It’s still hard to know when, and if, federal regulators will let Patient Protection and Affordable Care Act (PPACA) coverage mandate penalty provisions take effect.
If the Obama administration sticks with the PPACA interpretations it’s announced so far, many consumers who fail to own what the government classifies as minimum essential coverage (MEC) under Internal Revenue Code (IRC) Section 5000A will have to pay a “shared responsibility” penalty equal to 1 percent of their income for the year.
The U.S. Department of Health and Human Services (HHS) and the Internal Revenue Service (IRS) have developed a long list of reasons taxpayers can use to qualify for “hardship exemptions” from the mandate penalty. Avenues for qualifying for a hardship exemption include going to prison, following a religion that objects to insurance, and joining a recognized health care sharing ministry.
To use many of those reasons, a taxpayer must obtain hardship exemption certification from a PPACA health insurance exchange.
Now the IRS has come out with IRS Notice 2014-76, a document that lists deluxe hardship exemption justifications — justifications a taxpayer can use without bothering to get certification from the local exchange.
Your individual health insurance clients may have a hard time using these justifications, but, if they can, they may be able to avoid some paperwork as well as the PPACA individual coverage mandate penalty.
To learn what those justifications are, read on.
1. Family members of a worker who qualifies for affordable individual coverage, but not for affordable family coverage.
The IRS put this in because of a quirk in PPACA and the PPACA implementation regulations.
Regulators say an employer can fulfill its obligations under PPACA to offer affordable coverage with a minimum value by providing coverage set up in such a way that a full-time worker’s share of the self-only coverage premiums costs less than 9.5 percent of the worker’s W-2 wages from that employer.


▸ EXERCISE DESCRIPTION: Copy the data below exactly, omitting any picture it contains.

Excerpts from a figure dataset

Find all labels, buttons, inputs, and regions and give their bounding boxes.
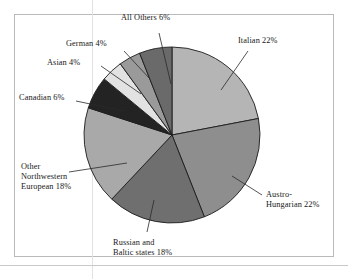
- slice-label-canadian: Canadian 6%: [19, 93, 65, 103]
- pie-chart-figure: Italian 22% Austro- Hungarian 22% Russia…: [0, 0, 348, 279]
- slice-label-other-northwestern-line2: Northwestern: [21, 172, 67, 182]
- slice-label-other-northwestern-line1: Other: [21, 162, 40, 172]
- slice-label-other-northwestern-line3: European 18%: [21, 182, 71, 192]
- slice-label-austro-hungarian-line2: Hungarian 22%: [266, 200, 320, 210]
- slice-label-asian: Asian 4%: [47, 58, 80, 68]
- pie-slices-group: [84, 47, 260, 223]
- slice-label-german: German 4%: [66, 39, 107, 49]
- slice-label-austro-hungarian-line1: Austro-: [266, 190, 292, 200]
- pie-chart-canvas: [0, 0, 348, 279]
- slice-label-russian-baltic-line1: Russian and: [113, 238, 154, 248]
- slice-label-russian-baltic-line2: Baltic states 18%: [113, 248, 172, 258]
- slice-label-italian: Italian 22%: [238, 36, 278, 46]
- slice-label-all-others: All Others 6%: [121, 13, 170, 23]
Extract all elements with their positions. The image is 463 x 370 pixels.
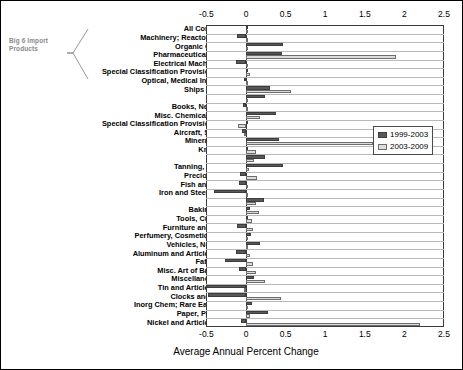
bar-2003-2009 (246, 297, 281, 300)
bar-2003-2009 (246, 219, 252, 222)
bar-2003-2009 (246, 38, 248, 41)
x-axis-tick-label: 2 (402, 329, 407, 339)
bar-2003-2009 (246, 323, 420, 326)
x-axis-tick-label: 1.5 (359, 9, 371, 19)
grid-line (206, 111, 444, 112)
x-axis-tick-label: 2 (402, 9, 407, 19)
bar-2003-2009 (246, 116, 260, 119)
x-axis-tick-label: 2.5 (438, 9, 450, 19)
bar-2003-2009 (246, 280, 265, 283)
legend-swatch-icon (378, 132, 387, 138)
grid-line (206, 275, 444, 276)
bar-2003-2009 (246, 176, 257, 179)
x-axis-tick-label: 1.5 (359, 329, 371, 339)
grid-line (206, 163, 444, 164)
x-axis-tick-label: 1 (323, 329, 328, 339)
grid-line (206, 68, 444, 69)
bar-2003-2009 (246, 306, 248, 309)
bar-1999-2003 (208, 293, 246, 296)
bar-2003-2009 (246, 150, 256, 153)
bar-1999-2003 (239, 267, 246, 270)
bar-2003-2009 (246, 254, 250, 257)
bar-2003-2009 (246, 211, 259, 214)
grid-line (206, 241, 444, 242)
bar-1999-2003 (239, 181, 246, 184)
bar-2003-2009 (246, 55, 396, 58)
bar-2003-2009 (246, 107, 248, 110)
grid-line (206, 77, 444, 78)
x-axis-tick-label: 0 (244, 9, 249, 19)
bar-1999-2003 (246, 95, 265, 98)
legend-label: 2003-2009 (390, 142, 428, 151)
grid-line (206, 198, 444, 199)
bar-1999-2003 (206, 285, 246, 288)
bar-1999-2003 (246, 43, 283, 46)
grid-line (206, 42, 444, 43)
bar-1999-2003 (214, 190, 246, 193)
bar-1999-2003 (237, 34, 247, 37)
plot-area (246, 25, 444, 327)
grid-line (206, 206, 444, 207)
bar-2003-2009 (246, 202, 256, 205)
x-axis-tick-label: 0.5 (280, 9, 292, 19)
bar-1999-2003 (225, 259, 246, 262)
grid-line (206, 120, 444, 121)
x-axis-tick-label: 2.5 (438, 329, 450, 339)
bar-2003-2009 (246, 30, 248, 33)
grid-line (206, 301, 444, 302)
legend-label: 1999-2003 (390, 130, 428, 139)
bar-1999-2003 (236, 60, 246, 63)
bar-2003-2009 (246, 159, 254, 162)
grid-line (206, 215, 444, 216)
bar-2003-2009 (246, 47, 248, 50)
bar-2003-2009 (246, 142, 373, 145)
chart-figure: Big 6 Import Products All CommoditiesMac… (0, 0, 463, 370)
bar-2003-2009 (246, 262, 253, 265)
bar-2003-2009 (246, 314, 250, 317)
bar-1999-2003 (246, 242, 260, 245)
chart-legend: 1999-20032003-2009 (373, 126, 433, 155)
bar-2003-2009 (246, 228, 253, 231)
x-axis-title: Average Annual Percent Change (173, 346, 318, 357)
grid-line (206, 232, 444, 233)
bar-2003-2009 (246, 64, 248, 67)
bar-2003-2009 (246, 168, 249, 171)
bar-2003-2009 (246, 245, 248, 248)
bar-2003-2009 (246, 193, 248, 196)
x-axis-tick-label: -0.5 (199, 9, 214, 19)
x-axis-tick-label: 0 (244, 329, 249, 339)
grid-line (206, 51, 444, 52)
legend-item: 1999-2003 (378, 130, 428, 139)
bar-2003-2009 (246, 73, 250, 76)
bar-2003-2009 (246, 237, 248, 240)
x-axis-tick-label: 1 (323, 9, 328, 19)
grid-line (206, 94, 444, 95)
bar-1999-2003 (237, 224, 246, 227)
x-axis-tick-label: 0.5 (280, 329, 292, 339)
bar-2003-2009 (246, 81, 248, 84)
bar-2003-2009 (244, 133, 246, 136)
bar-2003-2009 (246, 185, 248, 188)
plot-frame (206, 25, 444, 327)
grid-line (206, 85, 444, 86)
bar-2003-2009 (246, 271, 256, 274)
bar-2003-2009 (246, 99, 248, 102)
bar-1999-2003 (246, 121, 248, 124)
grid-line (206, 310, 444, 311)
bar-1999-2003 (236, 250, 246, 253)
bar-2003-2009 (244, 288, 246, 291)
legend-item: 2003-2009 (378, 142, 428, 151)
bar-2003-2009 (238, 124, 246, 127)
x-axis-tick-label: -0.5 (199, 329, 214, 339)
legend-swatch-icon (378, 144, 387, 150)
bar-1999-2003 (246, 164, 283, 167)
bar-2003-2009 (246, 90, 291, 93)
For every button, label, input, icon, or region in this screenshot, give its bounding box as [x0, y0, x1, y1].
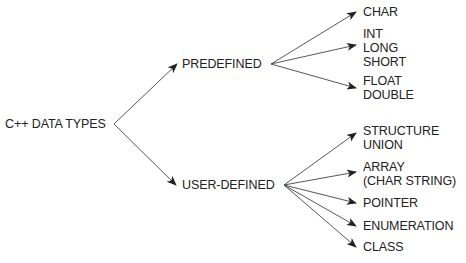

▸ THE ANSWER:
Find all labels, buttons, inputs, and regions and give their bounding boxes.
- slice-label-canadian: Canadian 6%: [19, 93, 65, 103]
- pie-chart-figure: Italian 22% Austro- Hungarian 22% Russia…: [0, 0, 348, 279]
- slice-label-other-northwestern-line2: Northwestern: [21, 172, 67, 182]
- slice-label-other-northwestern-line1: Other: [21, 162, 40, 172]
- slice-label-other-northwestern-line3: European 18%: [21, 182, 71, 192]
- slice-label-austro-hungarian-line2: Hungarian 22%: [266, 200, 320, 210]
- slice-label-asian: Asian 4%: [47, 58, 80, 68]
- pie-slices-group: [84, 47, 260, 223]
- slice-label-german: German 4%: [66, 39, 107, 49]
- slice-label-austro-hungarian-line1: Austro-: [266, 190, 292, 200]
- pie-chart-canvas: [0, 0, 348, 279]
- slice-label-russian-baltic-line1: Russian and: [113, 238, 154, 248]
- slice-label-russian-baltic-line2: Baltic states 18%: [113, 248, 172, 258]
- slice-label-italian: Italian 22%: [238, 36, 278, 46]
- slice-label-all-others: All Others 6%: [121, 13, 170, 23]
Extract all elements with their positions. The image is 463 x 370 pixels.
bar-2003-2009 (246, 297, 281, 300)
bar-2003-2009 (246, 219, 252, 222)
bar-2003-2009 (246, 38, 248, 41)
x-axis-tick-label: 2 (402, 329, 407, 339)
bar-2003-2009 (246, 323, 420, 326)
x-axis-tick-label: 1.5 (359, 9, 371, 19)
grid-line (206, 111, 444, 112)
x-axis-tick-label: 2 (402, 9, 407, 19)
bar-2003-2009 (246, 116, 260, 119)
x-axis-tick-label: 2.5 (438, 9, 450, 19)
bar-2003-2009 (246, 280, 265, 283)
legend-swatch-icon (378, 132, 387, 138)
grid-line (206, 275, 444, 276)
bar-2003-2009 (246, 176, 257, 179)
x-axis-tick-label: 1.5 (359, 329, 371, 339)
grid-line (206, 163, 444, 164)
x-axis-tick-label: 1 (323, 329, 328, 339)
grid-line (206, 68, 444, 69)
bar-2003-2009 (246, 306, 248, 309)
bar-1999-2003 (208, 293, 246, 296)
bar-2003-2009 (246, 150, 256, 153)
bar-1999-2003 (239, 267, 246, 270)
bar-2003-2009 (246, 254, 250, 257)
bar-2003-2009 (246, 211, 259, 214)
grid-line (206, 241, 444, 242)
bar-1999-2003 (239, 181, 246, 184)
bar-2003-2009 (246, 55, 396, 58)
bar-2003-2009 (246, 107, 248, 110)
grid-line (206, 77, 444, 78)
x-axis-tick-label: 0 (244, 9, 249, 19)
bar-1999-2003 (246, 95, 265, 98)
legend-label: 2003-2009 (390, 142, 428, 151)
grid-line (206, 198, 444, 199)
bar-1999-2003 (206, 285, 246, 288)
bar-1999-2003 (246, 43, 283, 46)
grid-line (206, 42, 444, 43)
bar-1999-2003 (214, 190, 246, 193)
bar-1999-2003 (237, 34, 247, 37)
plot-area (246, 25, 444, 327)
grid-line (206, 206, 444, 207)
bar-2003-2009 (246, 202, 256, 205)
x-axis-tick-label: 0.5 (280, 9, 292, 19)
bar-1999-2003 (225, 259, 246, 262)
grid-line (206, 120, 444, 121)
x-axis-tick-label: 2.5 (438, 329, 450, 339)
bar-2003-2009 (246, 30, 248, 33)
grid-line (206, 301, 444, 302)
legend-label: 1999-2003 (390, 130, 428, 139)
bar-1999-2003 (236, 60, 246, 63)
bar-2003-2009 (246, 159, 254, 162)
grid-line (206, 215, 444, 216)
bar-2003-2009 (246, 47, 248, 50)
bar-2003-2009 (246, 142, 373, 145)
chart-figure: Big 6 Import Products All CommoditiesMac… (0, 0, 463, 370)
bar-2003-2009 (246, 262, 253, 265)
bar-2003-2009 (246, 314, 250, 317)
bar-1999-2003 (246, 242, 260, 245)
chart-legend: 1999-20032003-2009 (373, 126, 433, 155)
bar-2003-2009 (246, 228, 253, 231)
x-axis-title: Average Annual Percent Change (173, 346, 318, 357)
grid-line (206, 232, 444, 233)
bar-2003-2009 (246, 64, 248, 67)
bar-2003-2009 (246, 168, 249, 171)
bar-2003-2009 (246, 245, 248, 248)
bar-2003-2009 (246, 193, 248, 196)
x-axis-tick-label: -0.5 (199, 9, 214, 19)
x-axis-tick-label: 0 (244, 329, 249, 339)
grid-line (206, 51, 444, 52)
legend-item: 1999-2003 (378, 130, 428, 139)
bar-2003-2009 (246, 73, 250, 76)
bar-2003-2009 (246, 237, 248, 240)
x-axis-tick-label: 1 (323, 9, 328, 19)
grid-line (206, 94, 444, 95)
bar-1999-2003 (237, 224, 246, 227)
x-axis-tick-label: 0.5 (280, 329, 292, 339)
bar-2003-2009 (246, 81, 248, 84)
bar-2003-2009 (244, 133, 246, 136)
bar-2003-2009 (246, 185, 248, 188)
plot-frame (206, 25, 444, 327)
grid-line (206, 85, 444, 86)
bar-2003-2009 (246, 271, 256, 274)
bar-2003-2009 (246, 99, 248, 102)
bar-1999-2003 (246, 121, 248, 124)
grid-line (206, 310, 444, 311)
bar-1999-2003 (236, 250, 246, 253)
bar-2003-2009 (244, 288, 246, 291)
legend-item: 2003-2009 (378, 142, 428, 151)
bar-2003-2009 (238, 124, 246, 127)
x-axis-tick-label: -0.5 (199, 329, 214, 339)
legend-swatch-icon (378, 144, 387, 150)
bar-1999-2003 (246, 164, 283, 167)
bar-2003-2009 (246, 90, 291, 93)
For every button, label, input, icon, or region in this screenshot, give its bounding box as [x0, y0, x1, y1].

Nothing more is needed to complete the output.